Wednesday, October 12, 2011

Technology repurposing can be innovative, too

More years ago than I care to remember, the president of a small engineering company asked me if I would join several other members of his engineering team on a panel to help judge a competition that he was running in conjunction with the local high school.

The idea behind the competition was pretty simple. Ten groups of students had each been supplied with a pile of off-the-shelf computer peripherals that the engineering company had no longer any use for, and tasked with the role of coming up with novel uses for them.

As the teams presented their ideas to the panel, it became obvious that they were all lateral thinkers. Many of them had ripped out the innards of the keyboards, mice, and loudspeakers they had been provided with and repurposed them in unusual and innovative ways to solve specific engineering problems.

Recently, a number of engineering teams across the US have taken a similar approach to solving their own problems, too, but this time with the help of more sophisticated off-the-shelf consumer technology -- more specifically, inexpensive smart phones.

Engineers at the California Institute of Technology, for example, have taken one of the beasts and used it to build a "smart"petri dish to image cell cultures. Those at the University of California-Davis have transformed an iPhone into a system that can perform microscopy. And engineers at Worcester Polytechnic Institute have developed an app that uses the video camera of a phone to measure heart rate, respiration rate, and blood oxygen saturation.

Taking existing system-level components and using them in novel ways may never win those engineers the same accolades that the designers of the original components often receive. But the work of such lateral thinkers is no less original. Their work just goes to show that great product ideas do not necessarily have to be entirely game-changing. Sometimes, repurposing existing technology can be equally as innovative.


## TRY IT:
The lines from the top of the data down to the line with "Task: Click on the button: Next" should be repeated exactly, both ends included.
Start of Block
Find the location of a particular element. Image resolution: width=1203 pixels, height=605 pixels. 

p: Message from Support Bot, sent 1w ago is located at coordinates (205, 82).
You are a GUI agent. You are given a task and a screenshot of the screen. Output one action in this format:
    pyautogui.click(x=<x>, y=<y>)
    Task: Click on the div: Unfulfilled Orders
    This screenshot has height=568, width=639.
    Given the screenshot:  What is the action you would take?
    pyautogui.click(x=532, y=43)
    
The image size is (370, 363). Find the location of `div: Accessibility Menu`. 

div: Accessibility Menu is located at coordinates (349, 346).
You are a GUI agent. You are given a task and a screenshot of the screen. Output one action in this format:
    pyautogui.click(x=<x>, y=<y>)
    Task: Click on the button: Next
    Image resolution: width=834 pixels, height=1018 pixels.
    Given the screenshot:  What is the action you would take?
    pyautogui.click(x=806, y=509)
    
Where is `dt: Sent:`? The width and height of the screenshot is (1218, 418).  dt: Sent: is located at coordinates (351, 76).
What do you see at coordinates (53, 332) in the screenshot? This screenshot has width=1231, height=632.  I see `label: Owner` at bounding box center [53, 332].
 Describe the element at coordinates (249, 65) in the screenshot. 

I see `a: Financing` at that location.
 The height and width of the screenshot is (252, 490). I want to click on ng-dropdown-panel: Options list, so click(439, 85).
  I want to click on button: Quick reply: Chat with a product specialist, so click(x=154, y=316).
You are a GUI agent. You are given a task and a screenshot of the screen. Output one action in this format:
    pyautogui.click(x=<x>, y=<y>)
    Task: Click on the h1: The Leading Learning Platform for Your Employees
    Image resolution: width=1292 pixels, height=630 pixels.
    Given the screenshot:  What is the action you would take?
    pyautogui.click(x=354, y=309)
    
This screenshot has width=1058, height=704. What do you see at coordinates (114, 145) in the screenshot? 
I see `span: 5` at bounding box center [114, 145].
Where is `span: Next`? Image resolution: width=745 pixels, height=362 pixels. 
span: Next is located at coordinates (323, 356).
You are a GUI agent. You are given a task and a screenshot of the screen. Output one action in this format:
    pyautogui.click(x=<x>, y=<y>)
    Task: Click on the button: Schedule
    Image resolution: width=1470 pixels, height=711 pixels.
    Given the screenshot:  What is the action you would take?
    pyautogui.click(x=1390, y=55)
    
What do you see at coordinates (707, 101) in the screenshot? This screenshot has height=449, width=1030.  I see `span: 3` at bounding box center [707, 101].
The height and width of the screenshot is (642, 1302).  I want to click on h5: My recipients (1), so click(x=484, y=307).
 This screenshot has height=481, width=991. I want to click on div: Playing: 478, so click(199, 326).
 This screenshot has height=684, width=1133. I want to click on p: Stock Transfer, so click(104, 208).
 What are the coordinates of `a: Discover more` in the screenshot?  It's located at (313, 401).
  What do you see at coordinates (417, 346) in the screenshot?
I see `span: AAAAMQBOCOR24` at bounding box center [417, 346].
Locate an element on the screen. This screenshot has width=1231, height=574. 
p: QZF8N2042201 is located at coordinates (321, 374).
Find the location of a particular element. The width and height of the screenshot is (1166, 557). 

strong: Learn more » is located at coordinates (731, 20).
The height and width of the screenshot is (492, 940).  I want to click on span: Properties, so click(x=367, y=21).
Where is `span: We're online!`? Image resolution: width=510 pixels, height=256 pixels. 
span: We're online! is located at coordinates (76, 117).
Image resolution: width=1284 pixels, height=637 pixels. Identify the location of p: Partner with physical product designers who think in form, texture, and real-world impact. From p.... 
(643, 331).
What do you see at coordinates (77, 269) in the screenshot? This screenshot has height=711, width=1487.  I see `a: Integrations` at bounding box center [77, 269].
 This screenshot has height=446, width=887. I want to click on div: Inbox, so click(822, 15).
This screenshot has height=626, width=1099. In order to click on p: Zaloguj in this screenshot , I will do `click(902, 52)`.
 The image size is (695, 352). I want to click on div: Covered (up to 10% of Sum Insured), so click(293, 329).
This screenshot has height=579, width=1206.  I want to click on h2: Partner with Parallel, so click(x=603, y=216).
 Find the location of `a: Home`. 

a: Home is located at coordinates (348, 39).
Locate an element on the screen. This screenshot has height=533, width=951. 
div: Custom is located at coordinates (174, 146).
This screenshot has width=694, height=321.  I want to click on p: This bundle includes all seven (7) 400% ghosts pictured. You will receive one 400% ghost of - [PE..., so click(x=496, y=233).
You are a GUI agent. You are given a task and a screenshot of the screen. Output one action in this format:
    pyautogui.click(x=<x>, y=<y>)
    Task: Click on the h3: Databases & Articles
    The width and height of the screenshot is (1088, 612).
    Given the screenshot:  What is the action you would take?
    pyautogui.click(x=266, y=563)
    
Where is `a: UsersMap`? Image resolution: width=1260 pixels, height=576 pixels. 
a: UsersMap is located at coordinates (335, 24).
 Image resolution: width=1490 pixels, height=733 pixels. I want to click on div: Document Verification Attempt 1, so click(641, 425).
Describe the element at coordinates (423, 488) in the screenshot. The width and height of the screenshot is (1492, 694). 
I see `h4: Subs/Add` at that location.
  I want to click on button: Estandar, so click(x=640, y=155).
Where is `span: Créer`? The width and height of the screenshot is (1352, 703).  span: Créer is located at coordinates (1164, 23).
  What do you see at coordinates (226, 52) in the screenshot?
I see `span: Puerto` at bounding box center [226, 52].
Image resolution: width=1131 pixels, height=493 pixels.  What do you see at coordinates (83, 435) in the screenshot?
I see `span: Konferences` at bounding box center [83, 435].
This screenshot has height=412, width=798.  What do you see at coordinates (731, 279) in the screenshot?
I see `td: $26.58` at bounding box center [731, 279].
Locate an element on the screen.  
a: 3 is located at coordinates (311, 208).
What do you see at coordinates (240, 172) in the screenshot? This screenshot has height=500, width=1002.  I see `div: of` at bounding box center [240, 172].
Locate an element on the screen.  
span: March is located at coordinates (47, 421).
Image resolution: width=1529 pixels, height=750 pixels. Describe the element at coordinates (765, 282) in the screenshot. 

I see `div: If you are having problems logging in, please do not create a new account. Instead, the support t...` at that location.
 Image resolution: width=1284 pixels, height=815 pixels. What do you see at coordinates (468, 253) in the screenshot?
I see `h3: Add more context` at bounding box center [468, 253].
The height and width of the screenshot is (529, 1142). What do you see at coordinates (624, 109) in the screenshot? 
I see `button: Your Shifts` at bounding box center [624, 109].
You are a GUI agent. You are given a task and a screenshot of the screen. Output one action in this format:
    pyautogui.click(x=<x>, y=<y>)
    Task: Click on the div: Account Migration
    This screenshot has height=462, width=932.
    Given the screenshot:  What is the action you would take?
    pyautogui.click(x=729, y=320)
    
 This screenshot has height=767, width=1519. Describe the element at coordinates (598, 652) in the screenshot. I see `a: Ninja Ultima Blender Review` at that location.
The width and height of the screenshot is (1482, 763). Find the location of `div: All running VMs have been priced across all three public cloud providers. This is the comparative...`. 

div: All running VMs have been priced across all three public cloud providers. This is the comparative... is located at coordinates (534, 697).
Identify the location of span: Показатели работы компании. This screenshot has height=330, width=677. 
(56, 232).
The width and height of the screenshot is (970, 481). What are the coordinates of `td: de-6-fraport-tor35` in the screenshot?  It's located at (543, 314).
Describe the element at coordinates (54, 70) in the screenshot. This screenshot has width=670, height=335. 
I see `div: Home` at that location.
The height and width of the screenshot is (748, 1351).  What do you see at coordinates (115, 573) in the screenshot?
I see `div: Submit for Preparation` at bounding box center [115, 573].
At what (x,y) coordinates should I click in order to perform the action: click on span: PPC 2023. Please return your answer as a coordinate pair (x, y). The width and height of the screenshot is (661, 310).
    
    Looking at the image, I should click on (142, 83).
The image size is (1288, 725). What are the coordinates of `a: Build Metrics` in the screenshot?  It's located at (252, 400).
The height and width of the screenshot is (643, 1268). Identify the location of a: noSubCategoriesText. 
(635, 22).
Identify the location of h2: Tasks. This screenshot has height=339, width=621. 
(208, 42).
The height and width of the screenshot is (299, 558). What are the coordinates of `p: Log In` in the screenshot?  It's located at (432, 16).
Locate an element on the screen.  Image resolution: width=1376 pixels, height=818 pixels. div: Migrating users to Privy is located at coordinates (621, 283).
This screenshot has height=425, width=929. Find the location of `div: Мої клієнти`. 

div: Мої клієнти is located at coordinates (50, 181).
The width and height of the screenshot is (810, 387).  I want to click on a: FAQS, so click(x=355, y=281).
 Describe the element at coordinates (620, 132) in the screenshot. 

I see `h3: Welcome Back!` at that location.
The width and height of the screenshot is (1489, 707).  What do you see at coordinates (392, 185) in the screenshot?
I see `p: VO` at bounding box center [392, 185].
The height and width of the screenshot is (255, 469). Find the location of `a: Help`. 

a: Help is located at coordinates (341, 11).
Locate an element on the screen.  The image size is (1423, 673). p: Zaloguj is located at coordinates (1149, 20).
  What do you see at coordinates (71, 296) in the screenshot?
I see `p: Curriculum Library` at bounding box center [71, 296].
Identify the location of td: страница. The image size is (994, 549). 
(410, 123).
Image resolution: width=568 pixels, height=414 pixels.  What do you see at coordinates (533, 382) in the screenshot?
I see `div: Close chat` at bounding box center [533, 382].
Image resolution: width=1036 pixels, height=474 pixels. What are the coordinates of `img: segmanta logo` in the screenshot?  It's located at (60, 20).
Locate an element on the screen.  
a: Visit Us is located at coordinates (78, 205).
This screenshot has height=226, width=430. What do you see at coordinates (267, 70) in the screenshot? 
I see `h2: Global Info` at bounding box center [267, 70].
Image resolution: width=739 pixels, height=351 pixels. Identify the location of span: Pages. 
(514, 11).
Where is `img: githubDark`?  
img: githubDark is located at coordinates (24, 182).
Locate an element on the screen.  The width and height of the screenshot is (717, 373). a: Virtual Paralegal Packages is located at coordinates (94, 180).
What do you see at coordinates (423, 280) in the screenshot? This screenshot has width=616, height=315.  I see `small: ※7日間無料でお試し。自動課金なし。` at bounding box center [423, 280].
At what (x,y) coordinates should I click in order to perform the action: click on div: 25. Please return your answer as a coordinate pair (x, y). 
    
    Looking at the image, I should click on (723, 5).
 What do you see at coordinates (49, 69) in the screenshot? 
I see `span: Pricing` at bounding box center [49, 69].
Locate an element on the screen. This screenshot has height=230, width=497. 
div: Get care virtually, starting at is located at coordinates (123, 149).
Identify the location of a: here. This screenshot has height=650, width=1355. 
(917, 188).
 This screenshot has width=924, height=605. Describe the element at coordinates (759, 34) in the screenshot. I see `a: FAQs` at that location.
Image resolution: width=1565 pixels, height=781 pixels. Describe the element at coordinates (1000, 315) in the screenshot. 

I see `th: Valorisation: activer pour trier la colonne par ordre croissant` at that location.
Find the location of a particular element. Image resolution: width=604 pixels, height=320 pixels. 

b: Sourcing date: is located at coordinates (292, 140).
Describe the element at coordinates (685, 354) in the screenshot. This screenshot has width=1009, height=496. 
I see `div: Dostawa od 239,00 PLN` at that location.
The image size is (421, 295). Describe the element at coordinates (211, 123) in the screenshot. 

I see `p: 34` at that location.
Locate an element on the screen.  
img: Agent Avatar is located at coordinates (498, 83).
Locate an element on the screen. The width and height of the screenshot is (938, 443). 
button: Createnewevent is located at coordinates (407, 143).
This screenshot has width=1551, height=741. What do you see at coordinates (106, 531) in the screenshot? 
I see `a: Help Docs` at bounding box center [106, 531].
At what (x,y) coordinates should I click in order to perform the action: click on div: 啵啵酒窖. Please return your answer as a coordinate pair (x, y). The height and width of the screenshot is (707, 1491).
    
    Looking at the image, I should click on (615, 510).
End of Block
## SOLUTION TO THE EXERCISE:
Find the location of a particular element. Image resolution: width=1203 pixels, height=605 pixels. 

p: Message from Support Bot, sent 1w ago is located at coordinates (205, 82).
You are a GUI agent. You are given a task and a screenshot of the screen. Output one action in this format:
    pyautogui.click(x=<x>, y=<y>)
    Task: Click on the div: Unfulfilled Orders
    This screenshot has height=568, width=639.
    Given the screenshot:  What is the action you would take?
    pyautogui.click(x=532, y=43)
    
The image size is (370, 363). Find the location of `div: Accessibility Menu`. 

div: Accessibility Menu is located at coordinates (349, 346).
You are a GUI agent. You are given a task and a screenshot of the screen. Output one action in this format:
    pyautogui.click(x=<x>, y=<y>)
    Task: Click on the button: Next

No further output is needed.